The above templates create a valid entity name, based on the path to the file. I tried to adjust for both XML, HTML and unknown file names. Following is the template that creates the ENTITY declaration that needs to be a part of the internal subset in the DOCTYPE declaration.
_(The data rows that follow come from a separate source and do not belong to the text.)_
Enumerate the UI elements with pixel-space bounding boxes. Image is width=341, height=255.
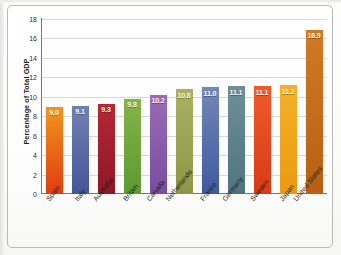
bar[interactable]: 10.2 (150, 95, 167, 194)
x-label-slot: Britain (119, 196, 145, 248)
bar[interactable]: 11.1 (254, 86, 271, 194)
bar-value-label: 9.8 (124, 101, 141, 108)
y-axis-tick-label: 16 (29, 35, 37, 42)
x-label-slot: United States (301, 196, 327, 248)
bar[interactable]: 9.8 (124, 99, 141, 194)
bar-slot: 9.3 (93, 19, 119, 194)
page-left-edge (0, 0, 4, 255)
page-top-edge (0, 0, 341, 3)
bar[interactable]: 11.0 (202, 87, 219, 194)
bar-value-label: 10.8 (176, 92, 193, 99)
bar-value-label: 11.1 (228, 89, 245, 96)
bar[interactable]: 9.1 (72, 106, 89, 194)
y-axis-tick-label: 8 (33, 113, 37, 120)
y-axis-tick-label: 4 (33, 152, 37, 159)
y-axis-tick-label: 2 (33, 171, 37, 178)
bar-slot: 9.0 (41, 19, 67, 194)
x-label-slot: Spain (41, 196, 67, 248)
x-label-slot: Canada (145, 196, 171, 248)
x-label-slot: Italy (67, 196, 93, 248)
bar-slot: 11.0 (197, 19, 223, 194)
x-label-slot: Australia (93, 196, 119, 248)
x-label-slot: Germany (223, 196, 249, 248)
bar-slot: 10.8 (171, 19, 197, 194)
x-label-slot: France (197, 196, 223, 248)
bar-slot: 10.2 (145, 19, 171, 194)
bar-value-label: 10.2 (150, 97, 167, 104)
plot-area: 024681012141618 9.09.19.39.810.210.811.0… (41, 19, 327, 194)
y-axis-tick-label: 18 (29, 16, 37, 23)
bar[interactable]: 11.2 (280, 85, 297, 194)
bar[interactable]: 9.0 (46, 107, 63, 195)
bar-value-label: 9.3 (98, 106, 115, 113)
scanned-page-background: Percentage of Total GDP 024681012141618 … (0, 0, 341, 255)
x-label-slot: Netherlands (171, 196, 197, 248)
y-axis-tick-label: 6 (33, 132, 37, 139)
bar-value-label: 16.9 (306, 32, 323, 39)
bar-value-label: 11.1 (254, 89, 271, 96)
bar-slot: 11.2 (275, 19, 301, 194)
bar-value-label: 9.0 (46, 109, 63, 116)
y-axis-tick-label: 10 (29, 93, 37, 100)
bar-value-label: 11.2 (280, 88, 297, 95)
x-label-slot: Japan (275, 196, 301, 248)
x-label-slot: Sweden (249, 196, 275, 248)
bar-slot: 11.1 (249, 19, 275, 194)
bar-value-label: 9.1 (72, 108, 89, 115)
y-axis-tick-label: 12 (29, 74, 37, 81)
y-axis-title: Percentage of Total GDP (22, 47, 31, 157)
bar-value-label: 11.0 (202, 90, 219, 97)
y-axis-tick-label: 0 (33, 191, 37, 198)
x-axis-category-labels: SpainItalyAustraliaBritainCanadaNetherla… (41, 196, 327, 248)
bar-slot: 11.1 (223, 19, 249, 194)
bar-slot: 9.1 (67, 19, 93, 194)
bar-slot: 9.8 (119, 19, 145, 194)
y-axis-tick-label: 14 (29, 54, 37, 61)
bars-group: 9.09.19.39.810.210.811.011.111.111.216.9 (41, 19, 327, 194)
bar-chart: Percentage of Total GDP 024681012141618 … (7, 5, 333, 248)
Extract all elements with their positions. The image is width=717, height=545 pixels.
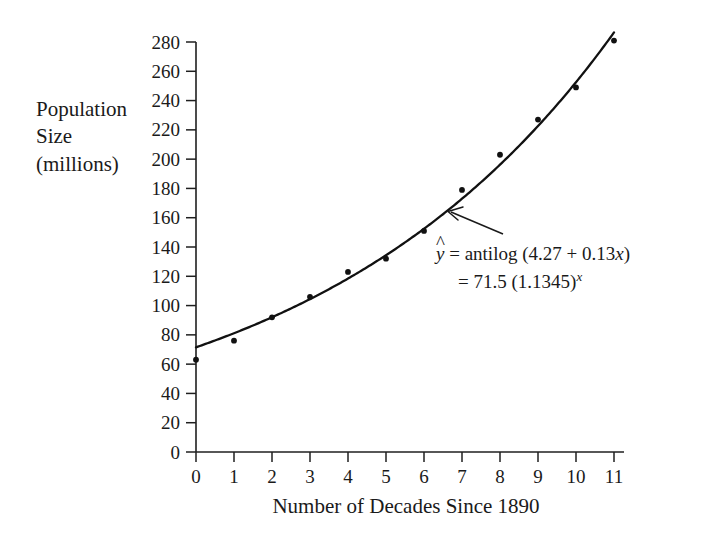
x-tick-label: 9 (533, 466, 543, 487)
data-point (269, 314, 275, 320)
data-point (383, 256, 389, 262)
y-tick-label: 0 (171, 442, 181, 463)
annotation-arrow (448, 207, 503, 234)
y-tick-label: 40 (161, 383, 180, 404)
chart-figure: 020406080100120140160180200220240260280 … (0, 0, 717, 545)
x-tick-label: 3 (305, 466, 315, 487)
data-point (535, 117, 541, 123)
data-point-group (193, 38, 617, 363)
equation-line-1: y^ = antilog (4.27 + 0.13x) (436, 243, 630, 264)
x-axis-tick-labels: 01234567891011 (191, 466, 623, 487)
data-point (459, 187, 465, 193)
y-tick-label: 280 (152, 32, 181, 53)
data-point (193, 357, 199, 363)
y-tick-label: 260 (152, 61, 181, 82)
x-tick-label: 1 (229, 466, 239, 487)
equation-line-1-close: ) (624, 243, 630, 264)
data-point (231, 338, 237, 344)
hat-accent: ^ (436, 229, 444, 257)
x-tick-label: 6 (419, 466, 429, 487)
equation-line-2-body: = 71.5 (1.1345) (458, 271, 576, 292)
data-point (345, 269, 351, 275)
x-tick-label: 5 (381, 466, 391, 487)
equation-line-1-variable: x (615, 243, 623, 264)
data-point (611, 38, 617, 44)
data-point (421, 228, 427, 234)
x-tick-label: 7 (457, 466, 467, 487)
exponential-fit-curve (196, 32, 614, 347)
x-tick-label: 11 (605, 466, 623, 487)
equation-line-1-body: = antilog (4.27 + 0.13 (444, 243, 615, 264)
arrow-shaft (451, 212, 503, 234)
y-tick-label: 60 (161, 354, 180, 375)
x-axis-title: Number of Decades Since 1890 (196, 494, 616, 519)
data-point (307, 294, 313, 300)
y-tick-label: 140 (152, 237, 181, 258)
data-point (573, 84, 579, 90)
equation-line-2: = 71.5 (1.1345)x (436, 268, 630, 296)
y-axis-ticks (186, 42, 196, 452)
y-tick-label: 100 (152, 295, 181, 316)
x-tick-label: 8 (495, 466, 505, 487)
y-tick-label: 180 (152, 178, 181, 199)
y-tick-label: 80 (161, 324, 180, 345)
data-point (497, 152, 503, 158)
x-tick-label: 10 (567, 466, 586, 487)
x-tick-label: 2 (267, 466, 277, 487)
y-axis-title: Population Size (millions) (36, 96, 186, 178)
y-hat-symbol: y^ (436, 243, 444, 264)
x-tick-label: 0 (191, 466, 201, 487)
x-axis-ticks (196, 452, 614, 462)
fit-equation-annotation: y^ = antilog (4.27 + 0.13x) = 71.5 (1.13… (436, 240, 630, 295)
equation-line-2-exponent: x (576, 269, 582, 284)
y-tick-label: 160 (152, 207, 181, 228)
x-tick-label: 4 (343, 466, 353, 487)
y-tick-label: 20 (161, 412, 180, 433)
y-tick-label: 120 (152, 266, 181, 287)
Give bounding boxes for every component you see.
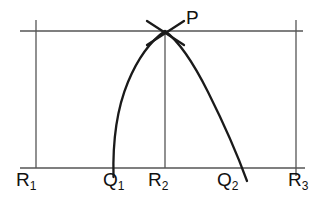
point-label-r3-text: R	[288, 169, 302, 190]
point-label-p-text: P	[186, 7, 199, 28]
point-label-r2-subscript: 2	[162, 179, 169, 193]
point-label-r2: R2	[148, 170, 168, 189]
point-label-q2-text: Q	[217, 169, 232, 190]
point-label-p: P	[186, 8, 199, 27]
point-label-r1-subscript: 1	[30, 179, 37, 193]
point-label-q2-subscript: 2	[232, 179, 239, 193]
point-label-q1: Q1	[103, 170, 124, 189]
point-label-r2-text: R	[148, 169, 162, 190]
point-label-q1-subscript: 1	[118, 179, 125, 193]
point-label-q2: Q2	[217, 170, 238, 189]
parabolic-curve	[113, 31, 247, 181]
point-label-r3: R3	[288, 170, 308, 189]
point-label-q1-text: Q	[103, 169, 118, 190]
geometric-diagram: P R1 Q1 R2 Q2 R3	[0, 0, 323, 210]
point-label-r3-subscript: 3	[302, 179, 309, 193]
point-label-r1-text: R	[16, 169, 30, 190]
point-label-r1: R1	[16, 170, 36, 189]
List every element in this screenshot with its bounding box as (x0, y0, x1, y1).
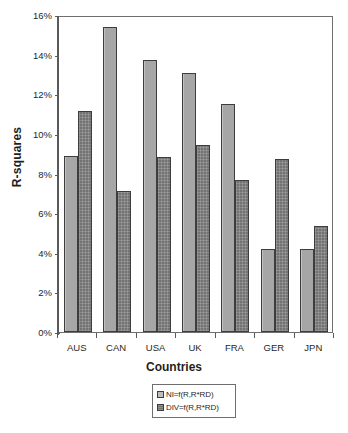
x-tick-label-uk: UK (175, 342, 214, 353)
y-tick-label: 0% (14, 327, 52, 338)
legend-item-1: DIV=f(R,R*RD) (157, 401, 231, 414)
x-tick-mark (254, 333, 255, 338)
bar-fra-series-0 (221, 104, 235, 332)
x-tick-label-can: CAN (96, 342, 135, 353)
x-tick-mark (333, 333, 334, 338)
bar-ger-series-1 (275, 159, 289, 332)
x-tick-label-jpn: JPN (294, 342, 333, 353)
x-tick-label-fra: FRA (215, 342, 254, 353)
x-axis-title: Countries (0, 360, 348, 374)
x-tick-label-aus: AUS (57, 342, 96, 353)
bar-jpn-series-0 (300, 249, 314, 332)
bar-can-series-0 (103, 27, 117, 332)
y-tick-label: 16% (14, 10, 52, 21)
bar-ger-series-0 (261, 249, 275, 332)
bar-aus-series-0 (64, 156, 78, 332)
bar-usa-series-1 (157, 157, 171, 332)
bar-aus-series-1 (78, 111, 92, 332)
bar-uk-series-1 (196, 145, 210, 332)
legend-label-1: DIV=f(R,R*RD) (166, 403, 219, 412)
bar-fra-series-1 (235, 180, 249, 332)
x-tick-label-ger: GER (254, 342, 293, 353)
plot-area (57, 16, 333, 333)
y-tick-label: 6% (14, 208, 52, 219)
x-tick-mark (57, 333, 58, 338)
y-tick-label: 2% (14, 287, 52, 298)
y-tick-label: 8% (14, 169, 52, 180)
chart-legend: NI=f(R,R*RD)DIV=f(R,R*RD) (152, 384, 236, 418)
x-tick-mark (175, 333, 176, 338)
legend-swatch-icon-0 (157, 391, 164, 398)
y-tick-label: 12% (14, 89, 52, 100)
x-tick-mark (215, 333, 216, 338)
legend-item-0: NI=f(R,R*RD) (157, 388, 231, 401)
x-tick-mark (136, 333, 137, 338)
x-tick-mark (294, 333, 295, 338)
y-tick-label: 10% (14, 129, 52, 140)
y-axis-title: R-squares (10, 112, 24, 202)
chart-figure: R-squares 0%2%4%6%8%10%12%14%16% AUSCANU… (0, 0, 348, 433)
y-tick-label: 14% (14, 50, 52, 61)
bar-uk-series-0 (182, 73, 196, 332)
legend-swatch-icon-1 (157, 404, 164, 411)
y-tick-label: 4% (14, 248, 52, 259)
x-tick-mark (96, 333, 97, 338)
x-tick-label-usa: USA (136, 342, 175, 353)
bar-jpn-series-1 (314, 226, 328, 332)
bar-can-series-1 (117, 191, 131, 332)
legend-label-0: NI=f(R,R*RD) (166, 390, 213, 399)
bar-usa-series-0 (143, 60, 157, 332)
  <!-- This generates an entity declaration: <!ENTITY foo SYSTEM "foo.xml"> -->
  <xsl:template name="generate_entity_decl">
    <xsl:param name="url" select="''" />
    <xsl:param name="title" select="''" />
    
    <xsl:variable name="transformedURL">
      <xsl:value-of select="translate(string($url), ' ()','_' )" />
    </xsl:variable>
    
    <xsl:variable name="entity.file.name">
      <xsl:call-template name="entityName">
        <xsl:with-param name="url" select="$transformedURL" />
      </xsl:call-template>
    </xsl:variable>
    
    <xsl:variable name="entity.name">
      <xsl:choose>
        <xsl:when test="contains($entity.file.name, 'htm')">
          <xsl:value-of select="substring-before($entity.file.name, '.htm')" />         
        </xsl:when>
        <xsl:when test="contains($entity.file.name, 'xml')">
          <xsl:value-of select="substring-before($entity.file.name, '.xml')" />         
        </xsl:when>
        <xsl:otherwise>
          <xsl:value-of select="$entity.file.name" />
        </xsl:otherwise>
      </xsl:choose> 
    </xsl:variable>
    
    <!-- outputs entity declaration -->
    <xsl:text disable-output-escaping='yes'><!ENTITY </xsl:text><xsl:value-of select='$entity.name'/><xsl:text> SYSTEM
"</xsl:text><xsl:value-of select='$transformedURL'/><xsl:text>"</xsl:text><xsl:text disable-output-escaping='yes'>>
    </xsl:text> 
  </xsl:template>

As you can see, there are several variables that have been reused, and could probably be declared globally or more efficiently. The remaining task is to create the entity reference in the content. Since the RoboHelp export handler dumped everything as a tocentry/ulink, it's pretty easy to extract and re-write the entity reference we really want:

 
  <xsl:template match="tocpart">
    <chapter>
      <title>
        <xsl:value-of select="tocentry"/>
      </title>
      <xsl:apply-templates />
    </chapter>
  </xsl:template>
  
  <xsl:template match="tocchap">
    <xsl:choose>
      <xsl:when test="tocentry/ulink">
    <xsl:call-template name="generate_file_url">
      <xsl:with-param name="url">
        <xsl:value-of select="tocentry/ulink/@url"/>
      </xsl:with-param>
    </xsl:call-template>
      </xsl:when>
      <xsl:otherwise>
        <section>
          <title>
            <xsl:value-of select="tocentry" />
          </title>
          <xsl:apply-templates select="toclevel1"/>
        </section>
      </xsl:otherwise>
    </xsl:choose>
  </xsl:template>

The finer details will be left as an exercise to the reader, but this was a particularly interesting problem and solution. Hope this helps!